From the very beginning of the text the reader understands that the speaking voice is different from the poet’s one and that is the one of the Duke who is showing a fresco to an unidentified self who doesn’t answer during the whole text as stated by the rules of the dramatic monologue.
The speaking voice is showing the fresco to somebody and it is about his last duchess “looking as is she were alive”. From these words the reader understands the Duchess is dead.
Commenting about the fresco the speaking voice informs the reader he considers it “a piece of wander”. The deictic “now” implies an additional meaning: that before he didn’t considered the fresco in the same way than in the present of the narration. In fact the artist, “Fra’ Pandolf”, had to work “busily a day” to finish it, indeed it isn’t properly a piece of wander.

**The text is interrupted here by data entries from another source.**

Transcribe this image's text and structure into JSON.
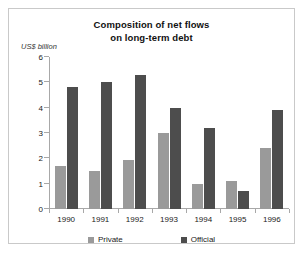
{
  "chart_data": {
    "type": "bar",
    "title": "Composition of net flows on long-term debt",
    "title_lines": [
      "Composition of net flows",
      "on long-term debt"
    ],
    "ylabel": "US$ billion",
    "xlabel": "",
    "ylim": [
      0,
      6
    ],
    "yticks": [
      0,
      1,
      2,
      3,
      4,
      5,
      6
    ],
    "ytick_labels": [
      "0",
      "1",
      "2",
      "3",
      "4",
      "5",
      "6"
    ],
    "grid": false,
    "legend_position": "bottom",
    "categories": [
      "1990",
      "1991",
      "1992",
      "1993",
      "1994",
      "1995",
      "1996"
    ],
    "series": [
      {
        "name": "Private",
        "color": "#9a9a9a",
        "values": [
          1.7,
          1.5,
          1.95,
          3.0,
          1.0,
          1.1,
          2.4
        ]
      },
      {
        "name": "Official",
        "color": "#4d4d4d",
        "values": [
          4.8,
          5.0,
          5.3,
          4.0,
          3.2,
          0.7,
          3.9
        ]
      }
    ]
  },
  "colors": {
    "private": "#9a9a9a",
    "official": "#4d4d4d",
    "axis": "#a8a8a8",
    "border": "#c9c9c9",
    "text": "#222222"
  }
}
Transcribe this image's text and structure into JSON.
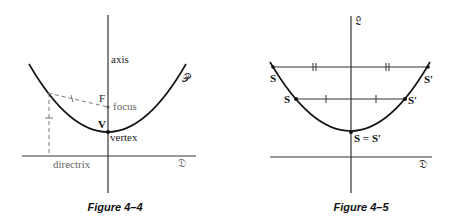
{
  "figures": [
    {
      "caption": "Figure 4–4",
      "labels": {
        "axis": "axis",
        "parabola": "𝒫",
        "focus_letter": "F",
        "focus": "focus",
        "vertex_letter": "V",
        "vertex": "vertex",
        "directrix": "directrix",
        "directrix_line": "𝔇"
      }
    },
    {
      "caption": "Figure 4–5",
      "labels": {
        "axis_line": "𝔏",
        "top_left": "S",
        "top_right": "S′",
        "mid_left": "S",
        "mid_right": "S′",
        "vertex": "S = S′",
        "directrix_line": "𝔇"
      }
    }
  ]
}
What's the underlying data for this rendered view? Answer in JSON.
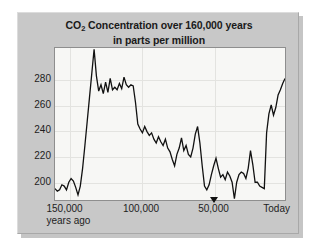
{
  "chart_data": {
    "type": "line",
    "title": "CO2 Concentration over 160,000 years",
    "title_line1_pre": "CO",
    "title_line1_sub": "2",
    "title_line1_post": " Concentration over 160,000 years",
    "title_line2": "in parts per million",
    "subtitle": "in parts per million",
    "xlabel": "years ago",
    "ylabel": "parts per million",
    "grid": true,
    "legend": "none",
    "xlim": [
      160000,
      0
    ],
    "ylim": [
      185,
      305
    ],
    "x_tick_values": [
      150000,
      100000,
      50000,
      0
    ],
    "x_tick_labels": [
      "150,000",
      "100,000",
      "50,000",
      "Today"
    ],
    "x_tick_sublabel": "years ago",
    "y_tick_values": [
      200,
      220,
      240,
      260,
      280
    ],
    "y_tick_labels": [
      "200",
      "220",
      "240",
      "260",
      "280"
    ],
    "series": [
      {
        "name": "CO2 concentration",
        "color": "#111111",
        "x": [
          160000,
          158400,
          156800,
          155200,
          153600,
          152000,
          150400,
          148800,
          147200,
          145600,
          144000,
          142400,
          140800,
          139200,
          137600,
          136000,
          134400,
          132800,
          131200,
          129600,
          128000,
          126400,
          124800,
          123200,
          121600,
          120000,
          118400,
          116800,
          115200,
          113600,
          112000,
          110400,
          108800,
          107200,
          105600,
          104000,
          102400,
          100800,
          99200,
          97600,
          96000,
          94400,
          92800,
          91200,
          89600,
          88000,
          86400,
          84800,
          83200,
          81600,
          80000,
          78400,
          76800,
          75200,
          73600,
          72000,
          70400,
          68800,
          67200,
          65600,
          64000,
          62400,
          60800,
          59200,
          57600,
          56000,
          54400,
          52800,
          51200,
          49600,
          48000,
          46400,
          44800,
          43200,
          41600,
          40000,
          38400,
          36800,
          35200,
          33600,
          32000,
          30400,
          28800,
          27200,
          25600,
          24000,
          22400,
          20800,
          19200,
          17600,
          16000,
          14400,
          12800,
          11200,
          9600,
          8000,
          6400,
          4800,
          3200,
          1600,
          0
        ],
        "y": [
          194,
          192,
          193,
          197,
          196,
          193,
          199,
          202,
          200,
          195,
          189,
          196,
          210,
          228,
          247,
          266,
          285,
          304,
          283,
          271,
          276,
          269,
          278,
          270,
          281,
          272,
          274,
          272,
          277,
          273,
          282,
          276,
          274,
          276,
          275,
          262,
          245,
          241,
          238,
          243,
          239,
          236,
          238,
          233,
          230,
          235,
          231,
          228,
          233,
          226,
          223,
          217,
          212,
          221,
          226,
          234,
          224,
          228,
          221,
          219,
          226,
          237,
          243,
          230,
          212,
          196,
          193,
          197,
          205,
          212,
          218,
          210,
          203,
          205,
          201,
          207,
          204,
          199,
          186,
          199,
          205,
          207,
          206,
          202,
          210,
          224,
          213,
          199,
          199,
          196,
          195,
          194,
          238,
          253,
          260,
          252,
          258,
          268,
          272,
          277,
          281
        ]
      }
    ]
  },
  "colors": {
    "panel_background": "#c8c8c8",
    "plot_background": "#f7f7f5",
    "line": "#111111",
    "axis": "#8e8e8e",
    "grid": "#e3e3e0",
    "text": "#1d1d1d"
  }
}
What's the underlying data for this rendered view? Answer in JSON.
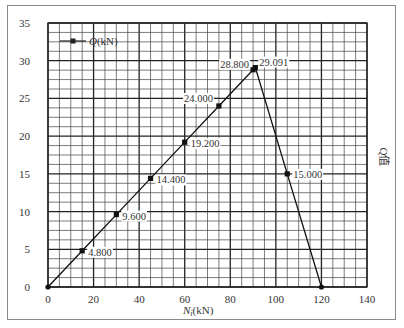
{
  "chart_data": {
    "type": "line",
    "title": "",
    "xlabel": "N_i(kN)",
    "ylabel": "Q值",
    "xlim": [
      0,
      140
    ],
    "ylim": [
      0,
      35
    ],
    "xticks": [
      0,
      20,
      40,
      60,
      80,
      100,
      120,
      140
    ],
    "yticks": [
      0,
      5,
      10,
      15,
      20,
      25,
      30,
      35
    ],
    "grid": true,
    "legend": {
      "position": "upper-left",
      "entries": [
        "Q(kN)"
      ]
    },
    "series": [
      {
        "name": "Q(kN)",
        "x": [
          0,
          15,
          30,
          45,
          60,
          75,
          90,
          91,
          105,
          120
        ],
        "y": [
          0,
          4.8,
          9.6,
          14.4,
          19.2,
          24.0,
          28.8,
          29.091,
          15.0,
          0
        ],
        "labels": [
          "",
          "4.800",
          "9.600",
          "14.400",
          "19.200",
          "24.000",
          "28.800",
          "29.091",
          "15.000",
          ""
        ]
      }
    ]
  },
  "axes": {
    "x_title_main": "N",
    "x_title_sub": "i",
    "x_title_unit": "(kN)",
    "y_title": "Q值",
    "legend_label_italic": "Q",
    "legend_label_unit": "(kN)"
  }
}
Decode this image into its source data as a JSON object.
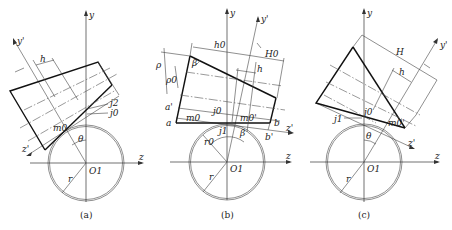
{
  "figure": {
    "panels": [
      {
        "id": "a",
        "caption": "(a)",
        "center": [
          86,
          163
        ],
        "radius": 38,
        "axes": {
          "y_label": "y",
          "z_label": "z",
          "origin_label": "O1"
        },
        "rotated_axes": {
          "y_label": "y'",
          "z_label": "z'"
        },
        "labels": {
          "h": "h",
          "j2": "j2",
          "j0": "j0",
          "m0": "m0",
          "theta": "θ",
          "r": "r"
        }
      },
      {
        "id": "b",
        "caption": "(b)",
        "center": [
          227,
          162
        ],
        "radius": 38,
        "axes": {
          "y_label": "y",
          "z_label": "z",
          "origin_label": "O1"
        },
        "rotated_axes": {
          "y_label": "y'",
          "z_label": "z'"
        },
        "labels": {
          "h0": "h0",
          "H0": "H0",
          "h": "h",
          "rho": "ρ",
          "rho0": "ρ0",
          "beta_top": "β",
          "beta": "β",
          "a_prime": "a'",
          "a": "a",
          "b": "b",
          "b_prime": "b'",
          "m0": "m0",
          "m0_prime": "m0'",
          "j0": "j0",
          "j1": "j1",
          "r0": "r0",
          "r": "r"
        }
      },
      {
        "id": "c",
        "caption": "(c)",
        "center": [
          364,
          162
        ],
        "radius": 38,
        "axes": {
          "y_label": "y",
          "z_label": "z",
          "origin_label": "O1"
        },
        "rotated_axes": {
          "y_label": "y'",
          "z_label": "z'"
        },
        "labels": {
          "H": "H",
          "h": "h",
          "j0": "j0",
          "j1": "j1",
          "m0": "m0'",
          "theta": "θ",
          "r": "r"
        }
      }
    ]
  }
}
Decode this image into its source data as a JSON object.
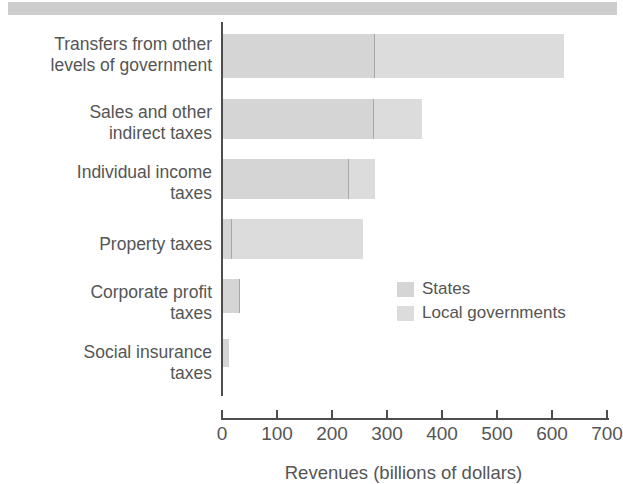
{
  "chart_data": {
    "type": "bar",
    "orientation": "horizontal",
    "stacked": true,
    "title": "",
    "xlabel": "Revenues (billions of dollars)",
    "ylabel": "",
    "xlim": [
      0,
      700
    ],
    "xticks": [
      0,
      100,
      200,
      300,
      400,
      500,
      600,
      700
    ],
    "grid": false,
    "legend_position": "inside-right",
    "categories": [
      "Transfers from other\nlevels of government",
      "Sales and other\nindirect taxes",
      "Individual income\ntaxes",
      "Property taxes",
      "Corporate profit\ntaxes",
      "Social insurance\ntaxes"
    ],
    "series": [
      {
        "name": "States",
        "color": "#d5d5d5",
        "values": [
          275,
          272,
          227,
          14,
          29,
          10
        ]
      },
      {
        "name": "Local governments",
        "color": "#dcdcdc",
        "values": [
          345,
          90,
          50,
          241,
          1,
          0
        ]
      }
    ],
    "totals": [
      620,
      362,
      277,
      255,
      30,
      10
    ]
  },
  "legend": {
    "items": [
      {
        "label": "States",
        "color": "#d5d5d5"
      },
      {
        "label": "Local governments",
        "color": "#dcdcdc"
      }
    ]
  },
  "axis": {
    "x_title": "Revenues (billions of dollars)",
    "x_tick_labels": [
      "0",
      "100",
      "200",
      "300",
      "400",
      "500",
      "600",
      "700"
    ]
  },
  "colors": {
    "bar_states": "#d5d5d5",
    "bar_local": "#dcdcdc",
    "axis": "#4d4d4d",
    "text": "#555555",
    "top_band": "#c9c9c9",
    "background": "#ffffff"
  }
}
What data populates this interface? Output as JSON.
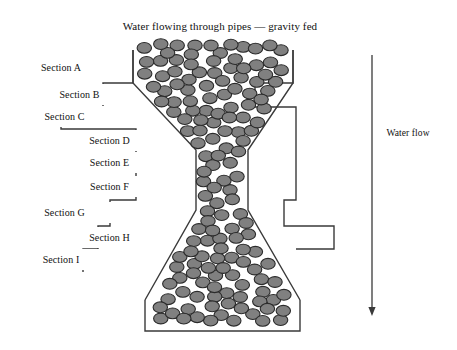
{
  "figure": {
    "width": 457,
    "height": 350,
    "background_color": "#ffffff",
    "line_color": "#3a3a3a",
    "particle_fill_color": "#808080",
    "particle_stroke_color": "#2b2b2b"
  },
  "title": {
    "text": "Water flowing through pipes — gravity fed",
    "x": 55,
    "y": 14,
    "width": 330,
    "height": 24
  },
  "flow_label": {
    "text": "Water flow",
    "x": 374,
    "y": 124,
    "width": 68,
    "height": 20
  },
  "flow_arrow": {
    "name": "downward-arrow",
    "x": 372,
    "y_start": 55,
    "y_end": 316
  },
  "sections": [
    {
      "label": "Section A",
      "x": 18,
      "y": 57,
      "width": 86,
      "height": 21
    },
    {
      "label": "Section B",
      "x": 33,
      "y": 84,
      "width": 93,
      "height": 21
    },
    {
      "label": "Section C",
      "x": 18,
      "y": 106,
      "width": 93,
      "height": 21
    },
    {
      "label": "Section D",
      "x": 63,
      "y": 130,
      "width": 93,
      "height": 21
    },
    {
      "label": "Section E",
      "x": 63,
      "y": 152,
      "width": 93,
      "height": 21
    },
    {
      "label": "Section F",
      "x": 63,
      "y": 176,
      "width": 93,
      "height": 21
    },
    {
      "label": "Section G",
      "x": 18,
      "y": 202,
      "width": 93,
      "height": 21
    },
    {
      "label": "Section H",
      "x": 63,
      "y": 227,
      "width": 93,
      "height": 21
    },
    {
      "label": "Section I",
      "x": 18,
      "y": 249,
      "width": 86,
      "height": 21
    }
  ],
  "pipe": {
    "name": "funnel-pipe-outline",
    "left_outline": "M133,50 L133,83 L103,83 L103,107 L61,107 L61,129 L136,129 L136,200 L110,200 L110,226 L98,226 L98,249 L83,249 L83,272",
    "right_outline": "M293,50 L293,83 L255,83 L255,107 L296,107 L296,129 L296,200 L284,200 L284,226 L334,226 L334,249 L296,249",
    "top_left_x": 133,
    "top_right_x": 293,
    "neck_left_x": 196,
    "neck_right_x": 248,
    "base_left_x": 145,
    "base_right_x": 300,
    "base_bottom_y": 331
  },
  "particles": {
    "count": 178,
    "radius_x": 7.2,
    "radius_y": 5.4,
    "description": "gray elliptical pellets filling the funnel-shaped pipe"
  }
}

Follows another deictic (“And there she stands”), which implies distance and conveys with the verb “to stand” a sense of stability.
The Duke invites his addressee to sit and contemplate the fresco, making another reference to Fra’ Pandolf, who is the only other person who had seen the painting, to make his interlocutor aware of the great privilege he is giving him. The assertive tone of the speaking voice underlines his power on the fresco: he is the one who can decide who can see it and who cannot. It becomes clear that never ever before “strangers” have had the possibility to see the fresco.
What comes to surface from these lines is the personality of the Duke who is clearly possessive and obsessed with the fresco and really jealous of that work of art.
This explains why he doesn’t even leave his interlocutor free to analyse the fresco, actually he guides his gaze with his words inviting him to focus on the facial expression of the Duchess and on “the depth and passion of its earnest glance”. He wants to focus on the way the Duchess looks at the world, because the way she looked at the Duke was exactly the same she looked at anybody else and that is actually what disturbs the Duke himself. This is the reason why the fresco is hidden.
The Duke is patronising the fresco in the same way he wanted to patronise his Duchess when she was still alive. This suggests a possessive relationship.
At this point the intelligent reader should have understood that, even if the dramatic monologue uses the pretext of talking about the Duchess, you can discover much more of the Duke’s personality than of the lady’s. In fact the repetitive sound of “I”, with returns over and over again, focuses totally the attention on the speaker and not on the object of speaking.
The text unveils aspects of his personality without making a narration of it and using the technique of showing instead of the technique of telling.
The Duke supposes his interlocutor is intrigued by the Duchess’ passionate glance in the fresco. Actually the reason of such a glance is just his obsession so he images that everybody wonders why she looks that way. He is trying to give an explanation for the reason why she smiled in that way, because he couldn't bear his duchess could smile to everybody in the same way she smiled at him.
Between the discourse he reports the words of Fra Pandolf: “paint must never hope to reproduce the faint half-flush that dies along her throat”. Between the lines the speaking voice makes the reader understand that he himself is behind the death of the Duchess. He ordered her murder because of jealousy, so she could become a work of art for his own use and so that she couldn't smile any other than him anymore. The words “I gave commands, then her smiles all stopped together” make his guilty loud and clear.
In the end the speaking voice clarifies the reason why he had decided to show the fresco to his silent interlocutor: it’s a warning. Since the Duke is going to marry another woman he wants his interlocutor to warn the Count and his daughter, that is maybe going to become the new duchess, of what may happen to her if she didn’t behave as he, the Duke, wants.